Tackling planning delays and housing under-supply across England: Can inter-municipal cooperation between local planning authorities help?

Lead Research Organisation: University of Southampton
Department Name: Sch of Geography & Environmental Sci

Abstract

There are significant and stubborn backlogs in the English planning system. Government statistics, which are known to under-estimate planning delays (Ball, 2011), show that less than half of development applications sent to local authorities in 2021 were determined on time (RTPI, 2022a), down from nearly 80% in the mid-2000s. A recent survey of architectural firms found that 47% had experienced delays of greater than six months; and 22% had cancelled projects as a result (RIBA, 2023). Just 40% of councils have up-to-date "Local Plans" for meeting future housing needs (Levelling Up Committee, 2023). And enforcement activity has declined by 30% since 2008 (RTPI, 2022a), risking more unregulated development that breaches quality or environmental standards.

There is a notable spatial dimension to these problems. Being a locally-run and "discretionary" system, English planning has long been accused of being a postcode lottery (BUILD Magazine, 2019; Local Architects Direct, 2021). But the last decade has seen new inter-regional disparities emerge, reflecting "the uneven geography of local government austerity" (Gray & Barford, 2018). Overall expenditure on planning declined by 43% between 2009 and 2021; but the reduction was 62% in the North East, where local fiscal capacity could not offset central cuts (RTPI, 2022a). Application processing speeds dropped by, on average, 31% between 2013-2022, but the North East and West Midlands saw far greater declines. And while most councils now struggle to recruit and retain graduate planning officers, the problem is most acute in rural authorities (LGA, 2022; RTPI, 2022b).

Planning delays contribute to multiple social and economic ills. Land-use regulations restrict housing supply (Gyourko & Molloy, 2015; Dawkins, forthcoming). Even if fully-justified to serve other policy objectives, this slows economic growth (e.g., by restricting the talent pool available for business expansion), inhibits productivity (through long commuting times), and creates or exacerbates spatial, demographic and inter-generational inequalities (Szumilo, 2019). And the problem is not only regulatory design, but also how swiftly and predictably regulations are implemented (Ball, et al., 2009; Ball, 2011). As the Home Builders Federation recently argued, "Chronic under-resourcing and under-staffing in local planning authorities is leading to discrepancies, administrative errors and delays for developers" (see Built Environment Committee, 2022).

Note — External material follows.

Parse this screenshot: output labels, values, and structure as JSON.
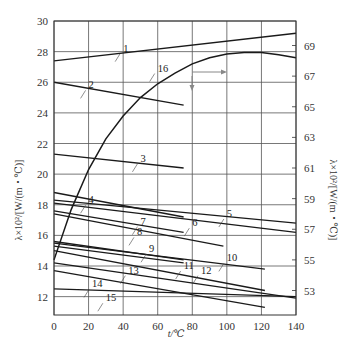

Given the likely continuation of austerity, councils are looking to administrative innovation to reverse the decline in planning performance. Since 2008, at least 17 have merged their planning teams with one or more neighbour to provide a "shared service" across several authorities. This de-facto regionalization should generate scale economies, critical mass in specialist planning roles, and an enhanced employment "offer" - improving organizational performance and reducing delays. Further, to manage regional spillovers more strategically and provide more consistent regulations for developers, 32 councils have collaborated on "Joint" Local Plans, again aiming to boost housebuilding.

Using postcode-level planning data, we shall evaluate the separate and combined effects of these two "re-scaling" interventions - one organizational, the other policy-focused. Our key question is: does either form of "inter-municipal cooperation" reduce planning delays and increase housing supply? Our spatial regression discontinuity design enables robust comparison of geographically-proximate planning applications that, falling on either side of an administrative boundary, are differently processed by either "treated" (i.e., collaborating) or "controlled" councils. The results will provide timely evidence on whether this type of administrative innovation should be extended further, and on how local public services affect economic outcomes.